In August 2022, the Golden Rabbit, Imperial Rabbit, Great Antelope and Tibetan Antelope castles, renamed by their ex-owner Chi Keung Tong, boss of the Hong Kong group SGV Wines – causing an outcry in Bordeaux’s Landerneau – have regained their original name after their resales to French investors.
“Some buyers came to buy a French art of living with a beautiful building but without worrying about the good financial health of the estates and future investments”
“The Chinese can no longer invest abroad because their funds are blocked in China” since Beijing drastically strengthened capital controls, explains Li Lijuan, real estate agent and Asian market specialist at Vineyards-Bordeaux. Currently, around “50 castles are for sale”, she assures. Not to mention the owners who are “waiting for a more favorable moment”, due to a lack of buyers in the midst of the Bordeaux overproduction crisis.
In a sluggish real estate market, “there are great opportunities”: properties have been sold “less than half the purchase price”, indicates the intermediary, known as a singer in China. “Some buyers came to buy a French art of living with a beautiful building, much cheaper than an apartment in Hong Kong or Shanghai but without worrying about the good financial health of the estates and future investments”, explains -she.
Immediate profitability expected
To the “misunderstanding”, Safer also adds a “poor estimate of production costs” – higher than those of a family farm – and an “overestimation of the capacity to market” their bottles, more expensive to produce than Bordeaux imported.
“Their model was to buy entry-level properties in the hope of immediate profitability, with the idea of doing a pirouette by producing a wine for less than 5 euros to resell it for 20, 40 euros, or even 100 euros in their distribution network”, underlines Benoît Léchenault, director of Agrifrance, a subsidiary of BNP Paribas specializing in prestigious rural land assets.

PHILIPPE LOPEZ /AFP
Since Covid-19, Bordeaux has attracted less in a country that has become a producer and where consumption is falling (-25% in 2023 according to the OIV, the International Wine Organization).
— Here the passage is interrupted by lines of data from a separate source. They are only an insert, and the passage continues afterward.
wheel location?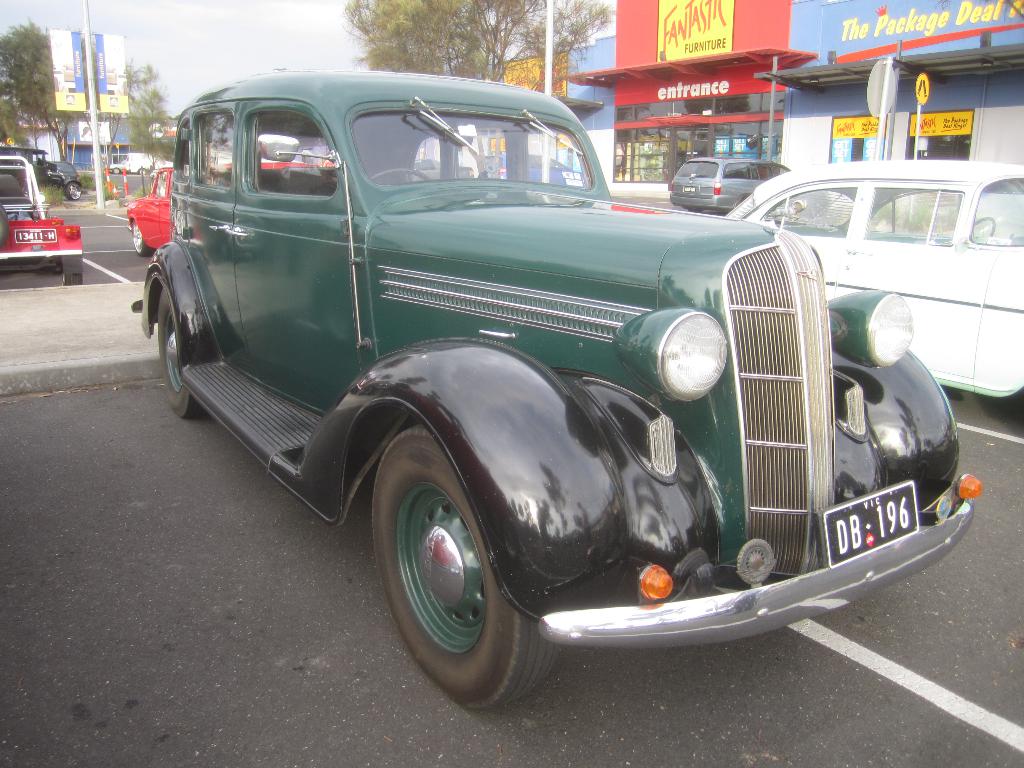
<bbox>132, 222, 156, 258</bbox>
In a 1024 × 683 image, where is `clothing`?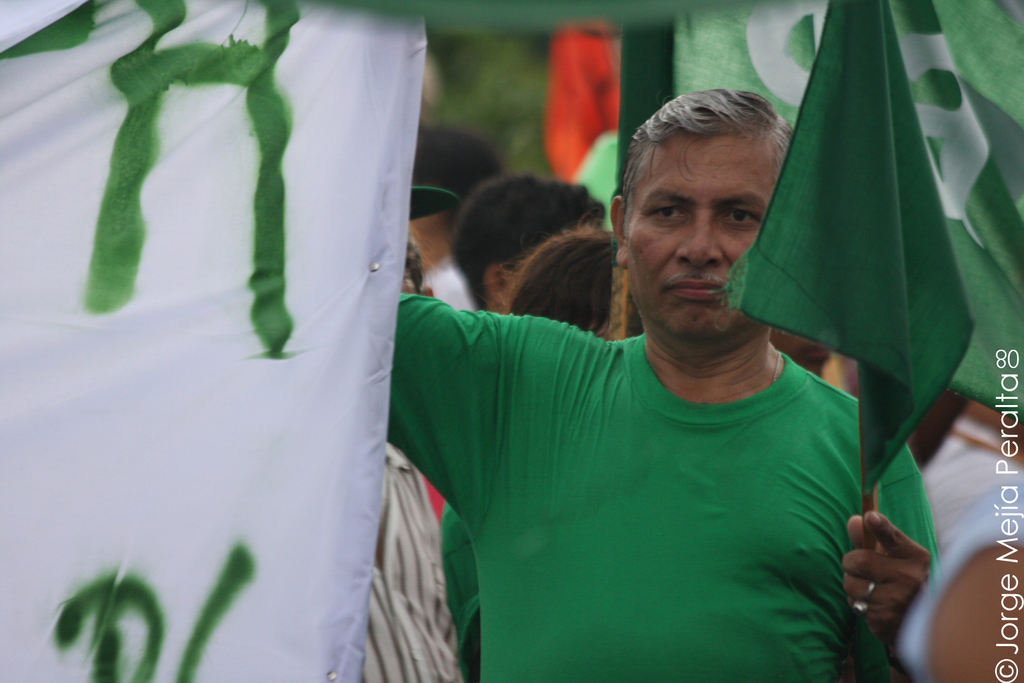
bbox=[386, 290, 943, 682].
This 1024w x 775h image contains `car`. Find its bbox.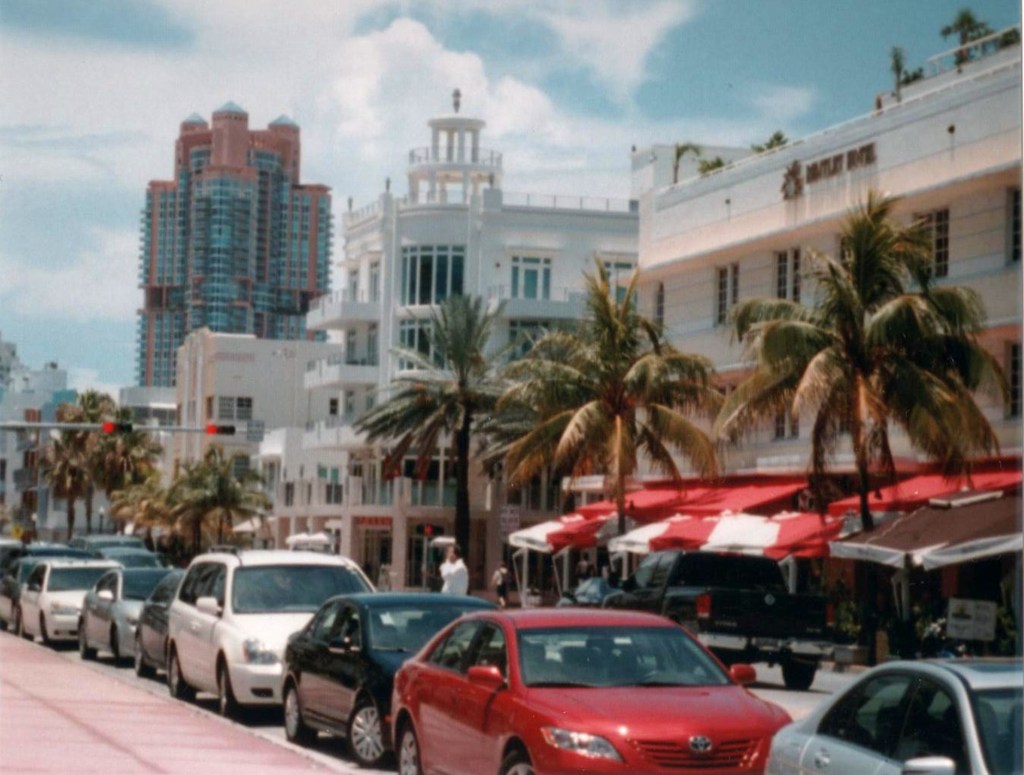
x1=167 y1=549 x2=395 y2=708.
Hail, mildew and other climatic hazards also discourage these recent buyers, whereas in viticulture it takes between two and three years before a first accounting year.
“Europeans think in terms of generations, the Chinese think of a five-year deadline at the end of which it is normal to resell”, analyzes Hugo Tian, Hong Kong financier and owner of Château Fauchey (AOC Cadillac Côtes de Bordeaux). “For the Chinese, trade is short time”, summarizes Li Lijuan, who also notes “different corporate cultures” with “incessant changes of direction”.
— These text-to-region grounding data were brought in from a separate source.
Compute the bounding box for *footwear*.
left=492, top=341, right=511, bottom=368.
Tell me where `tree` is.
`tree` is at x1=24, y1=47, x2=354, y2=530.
A technical director says he has only met his former boss “once in four years”. He says he suffered “unmanageable demands” “unsuitable for the vine cycle” in this castle in Entre-Deux-Mers, managed like “a shoe box company”.
Some are resisting
But other investors are taking root. The Chinese billionaire and founder of the e-commerce group Alibaba, Jack Ma spent lavishly to restructure Sours Castle (Entre-Deux-Mers).
Peter Kwok, Hong Kong businessman born in Vietnam, at the head of seven Bordeaux castles, including a Saint-Émilion grand cru classé, invests “long-term” by restructuring vines and building “sleeping beauties”. “He wants to leave a positive mark because he is fundamentally in love with France, its wine and its culture”, adds Jean-Christophe Meyrou, general director of Vignobles K who are considering buying new properties.
Hugo Tian also “still holds the helm”. “Optimistic in the medium and long term”, he is now banking on the sharper palate of a “young generation” of Chinese consumers “looking for natural or organic wines rather than prestigious vintages”. “In a few years, new Chinese investors will return, more rational and reasonable”, he predicts.